Service types include:
Digital marketing (PPC, SEO, social media)
Branding and creative
Web design and development
Content marketing and copywriting
PR and influencer strategy
Revenue is typically driven by monthly retainers, project-based contracts, or a hybrid of both. Some agencies also offer white-label services for other agencies, or performance-based pricing for ad spend management.
Industry Trends: What’s Shaping Canadian Agencies?
1. Retainer-Based Revenue Wins Agencies with 6–12 month retainers offer more predictable income and are easier to value. Buyers love stability.
2. Niching Down Drives Premiums Agencies that specialize in specific industries (like healthcare, SaaS, e-commerce) or platforms (like HubSpot, Shopify) can command higher multiples.
3. AI & Automation Integration Agencies adopting AI tools for content, reporting, or paid ad management are improving margins and productivity - critical for scale.
4. Remote Teams Are the Norm Many Canadian agencies operate fully remote, giving them access to national or global talent. This also means lower real estate costs.
5. Consolidation & Roll-Ups Larger firms and PE groups are buying up niche agencies to expand service offerings or geographic reach - especially those with $1M+ in revenue and recurring contracts.
Industry Finances: What Buyers Should Know
Revenue Benchmarks:
Small agency (1–5 people): $200K–$800K/year
Mid-size agency (6–15 people): $1M–$3M
Larger agencies: $5M+, often with multiple verticals or locations
Profitability:
Net margins: 15–30%, higher with remote teams and retainer-heavy revenue
Owner’s salary often included in SDE (Seller’s Discretionary Earnings)
Valuation Multiples:
Most Canadian agencies sell at 2.5x–4x SDE
Agencies with solid EBITDA and systems sell at 5x–6x EBITDA
Niche agencies or productized services can command a premium
Key Expenses:
Payroll (often 50–70% of revenue)
Software (project management, design, analytics)

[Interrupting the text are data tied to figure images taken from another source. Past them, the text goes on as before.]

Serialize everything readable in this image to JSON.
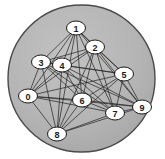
{
  "figure": {
    "type": "graph-diagram",
    "background_color": "#ffffff"
  },
  "disk": {
    "name": "enclosing-circle",
    "cx": 81.5,
    "cy": 78.5,
    "r": 73.5,
    "fill_color": "#b5b5b5",
    "stroke_color": "#4a4a4a",
    "stroke_width": 1.4
  },
  "graph": {
    "kind": "complete",
    "node_count": 10,
    "edge_count": 45,
    "edge_color": "#2b2b2b",
    "edge_width": 0.75,
    "node_fill_color": "#ffffff",
    "node_stroke_color": "#1a1a1a",
    "node_rx": 9.5,
    "node_ry": 7,
    "nodes": [
      {
        "id": 0,
        "label": "0",
        "x": 28,
        "y": 96
      },
      {
        "id": 1,
        "label": "1",
        "x": 76,
        "y": 28
      },
      {
        "id": 2,
        "label": "2",
        "x": 95,
        "y": 47
      },
      {
        "id": 3,
        "label": "3",
        "x": 41,
        "y": 62
      },
      {
        "id": 4,
        "label": "4",
        "x": 62,
        "y": 65
      },
      {
        "id": 5,
        "label": "5",
        "x": 124,
        "y": 74
      },
      {
        "id": 6,
        "label": "6",
        "x": 82,
        "y": 100
      },
      {
        "id": 7,
        "label": "7",
        "x": 115,
        "y": 113
      },
      {
        "id": 8,
        "label": "8",
        "x": 57,
        "y": 134
      },
      {
        "id": 9,
        "label": "9",
        "x": 142,
        "y": 107
      }
    ],
    "edges": [
      [
        0,
        1
      ],
      [
        0,
        2
      ],
      [
        0,
        3
      ],
      [
        0,
        4
      ],
      [
        0,
        5
      ],
      [
        0,
        6
      ],
      [
        0,
        7
      ],
      [
        0,
        8
      ],
      [
        0,
        9
      ],
      [
        1,
        2
      ],
      [
        1,
        3
      ],
      [
        1,
        4
      ],
      [
        1,
        5
      ],
      [
        1,
        6
      ],
      [
        1,
        7
      ],
      [
        1,
        8
      ],
      [
        1,
        9
      ],
      [
        2,
        3
      ],
      [
        2,
        4
      ],
      [
        2,
        5
      ],
      [
        2,
        6
      ],
      [
        2,
        7
      ],
      [
        2,
        8
      ],
      [
        2,
        9
      ],
      [
        3,
        4
      ],
      [
        3,
        5
      ],
      [
        3,
        6
      ],
      [
        3,
        7
      ],
      [
        3,
        8
      ],
      [
        3,
        9
      ],
      [
        4,
        5
      ],
      [
        4,
        6
      ],
      [
        4,
        7
      ],
      [
        4,
        8
      ],
      [
        4,
        9
      ],
      [
        5,
        6
      ],
      [
        5,
        7
      ],
      [
        5,
        8
      ],
      [
        5,
        9
      ],
      [
        6,
        7
      ],
      [
        6,
        8
      ],
      [
        6,
        9
      ],
      [
        7,
        8
      ],
      [
        7,
        9
      ],
      [
        8,
        9
      ]
    ]
  }
}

Marketing and lead generation
Contractor/freelancer payments
Insurance and taxes
Startup vs. Acquisition:
Starting an agency is low-cost but takes time to build client base
Acquiring one offers immediate cash flow, systems, and relationships
Buy or Bust: Are Agencies Still Worth It?
Marketing agencies aren’t without their challenges - client churn, scope creep, and reliance on talent are real risks. But for buyers who understand service businesses, they offer recurring revenue, low overhead, and scalable growth.
Buy Signals:
Recurring retainer clients across 12+ months
Opportunity to reduce headcount by super powering your agency with AI tools
Documented processes and SOPs
Strong inbound lead generation (not just referrals)
Diversified client base (no single client >20% of revenue)
Skilled team with minimal owner dependency
Red Flags:
High client churn or one-off project revenue only
Big threat of AI replacing the need of owners to hire agencies and instead have AI do all their marketing directly
Over-reliance on the owner for sales or delivery
No CRM or project management systems
Large, inactive client list with no recent billing
Bottom line: for buyers who want a lean, profitable, creative business, marketing agencies in Canada still punch above their weight in 2025.